Claiborne was born in Brussels, Belgium, but was descended from an old New Orleans family whose patriarch had been governor of Louisiana during the War of 1812. She grew up touring cathedrals and speaking French, but the outbreak of World War II sent her family home. Her father — a Morgan Guaranty Trust Co. banker — had an old-fashioned sense of pedagogy that did not include college, and the family was “dead set” against it when she announced that she would enter the fashion business, she told Esquire in 1986.
Determined to make her own way, she won a national design contest sponsored by Harper’s Bazaar in 1950 and moved to New York, where at 21 she found work as a “sketcher and pick-up-pins girl,” as she liked to say. Glamorous to boot, she also found work as a model.
Her time in Europe surely had an influence. “Europeans have a more careful sense of the visual than Americans,” she told Esquire. “Americans might put a paper carton of milk on the table. Europeans would pour the milk into a pitcher and put the pitcher on the table.”
After holding apprentice positions with Tina Leser, Ben Reig, and Omar Kiam during the 1950s, Claiborne took a designer’s job at Juniorite, where she became well-known as a dress designer (despite herself favoring slacks). During a stint at the Rhea Manufacturing Company, she met Arthur Ortenberg, a fashion industry veteran, and soon thereafter both got divorces. They were married in 1957.
Starting in 1960, Claiborne worked at the Youth Guild division of Jonathan Logan, a dress manufacturer. She stayed there until the mid-1970s, when the company folded. Her son, Alexander Schultz, and her husband’s children were by then in college. The couple decided to go into the fashion business for themselves, along with a handful of other clothing industry veterans who became the firm’s top management.
Using $50,000 in savings and $200,000 raised from friends and relatives, Liz Claiborne Inc. became profitable in its first year, 1976, with net shipments of $7.5 million. Early successes included a velour peasant blouse and a crepe de chine version a season later, each of which sold nearly quadruple its original 4,000 production run. Sales tripled by 1978, to $23 million, and continued on a meteoric arc, culminating in $1.2 billion in sales in 1986, the year the firm entered the Fortune 500. It was among the first-ever on the list founded by a woman, and among the youngest.
Easily surpassing her more established but higher-priced rivals, Liz Claiborne became a byword for affordable women’s fashion nationally. In addition to breaking new ground in fashion, the firm was an innovator in responsive marketing, keeping close tabs on changing preferences for color and style and helping design its department store displays to appeal to professional women without time to linger. By some estimates, the company controlled one-third of the women’s upscale sportswear market in the late 1980s.

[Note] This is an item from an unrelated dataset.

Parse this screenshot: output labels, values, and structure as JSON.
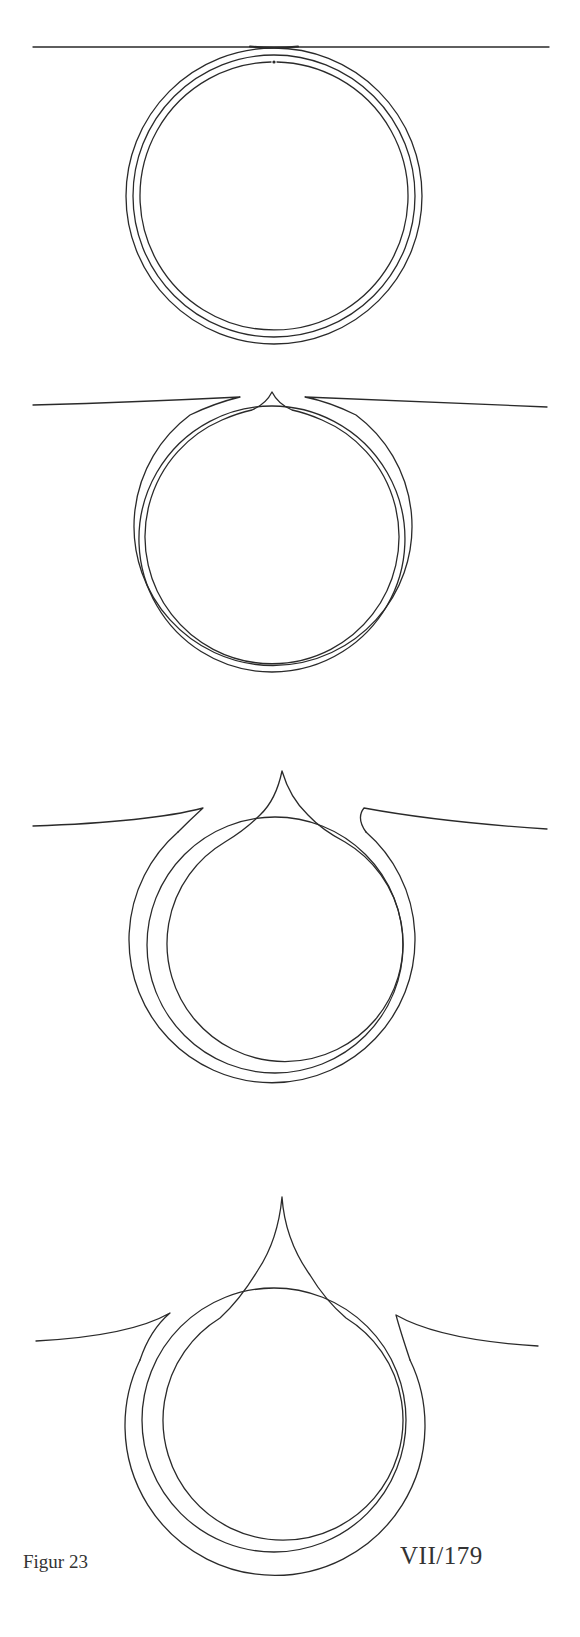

Claiborne retired from the company in 1989 and professed not much affection for her company’s designs in recent years. She said she preferred to wear DKNY.
The Claiborne line languished and was often discounted, but the company prospered with sales under more than 20 other brands, including Ellen Tracy, Dana Buchman, and Juicy Couture. Last year, it had sales of almost $5 billion.
Claiborne retired to a ranch near Helena, Mont., where she supported groups discouraging domestic violence and building bird sanctuaries. From 1991 to 1994, she and her husband sponsored a 350-mile sled-dog race, the Race to the Sky.
Anne Elisabeth Jane Claiborne
Born March 31, 1929, in Brussels; died June 26 at New York-Presbyterian Hospital of cancer; survived by her husband, Arthur Ortenberg; her son, Alexander Schultz, Mr. Ortenberg’s children, Neil and Nancy, and a grandson.